Shockwaves from Middle East to Korea in wake of Trump’s resort to ‘missile diplomacy’
Editorial from Socialist《社會主義者》magazine issue 42
Donald Trump’s cruise missile attack on a Syrian airbase on 6 April, during a round of “beautiful chocolate cake” with China’s Xi Jinping, marks a reckless and dangerous escalation of tensions in the Syrian conflict and wider Middle East, as well as a significant ramping up of tensions in East Asia over North Korea’s nuclear programme.
These events, accompanied by some of the most bizarre and tragicomical public statements (“Even Hitler didn’t gas his own people,” said Trump’s press spokesman Sean Spicer), underline the volatility of world relations today as well as the unpredictability of the crisis regime running the world’s number one superpower.

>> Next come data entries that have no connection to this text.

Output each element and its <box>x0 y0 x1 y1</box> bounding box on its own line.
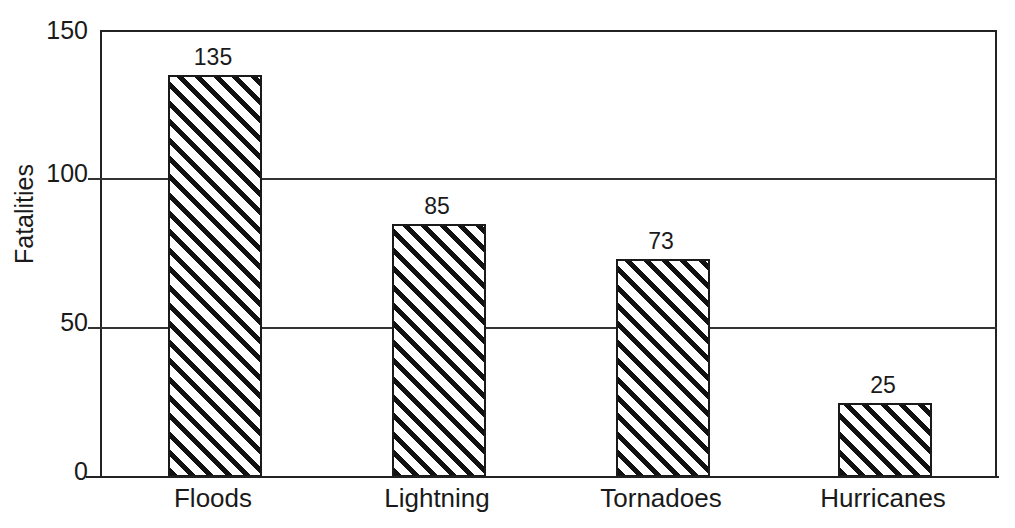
bar-lightning[interactable] <box>392 224 486 477</box>
x-tick-label-tornadoes: Tornadoes <box>591 484 731 513</box>
plot-area <box>100 30 997 477</box>
x-axis-baseline <box>86 476 999 478</box>
x-tick-label-lightning: Lightning <box>367 484 507 513</box>
bar-value-floods: 135 <box>166 46 260 69</box>
bar-value-lightning: 85 <box>390 195 484 218</box>
y-axis-title: Fatalities <box>7 104 41 324</box>
bar-hurricanes[interactable] <box>838 403 932 477</box>
x-tick-label-hurricanes: Hurricanes <box>813 484 953 513</box>
tick-mark-50 <box>88 327 102 329</box>
bar-floods[interactable] <box>168 75 262 477</box>
bar-value-tornadoes: 73 <box>614 230 708 253</box>
y-tick-label-100: 100 <box>18 161 88 186</box>
tick-mark-100 <box>88 178 102 180</box>
bar-chart-figure: Fatalities 150 100 50 0 135 85 73 25 Flo… <box>0 0 1015 528</box>
x-tick-label-floods: Floods <box>143 484 283 513</box>
y-tick-label-0: 0 <box>18 459 88 484</box>
y-tick-label-50: 50 <box>18 310 88 335</box>
y-tick-label-150: 150 <box>18 18 88 43</box>
bar-value-hurricanes: 25 <box>836 374 930 397</box>
bar-tornadoes[interactable] <box>616 259 710 477</box>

Trump claimed his decision to use cruise missiles was in retaliation for the Syrian regime’s use of sarin gas – a banned chemical weapon – which killed 87 people including 31 children in the rebel-controlled town of Khan Sheikhoun. Responsibility for this appalling attack is still unclear however, while the fact remains that all sides have resorted to unspeakable brutality during a nearly seven-year war that has killed 400,000 and forced half the population to flee their homes. This applies both to Syria’s hardline Assad regime backed by Russia and Iran, and the rebels backed by Saudi Arabia, Turkey, and Western powers, whose core forces are right wing islamists.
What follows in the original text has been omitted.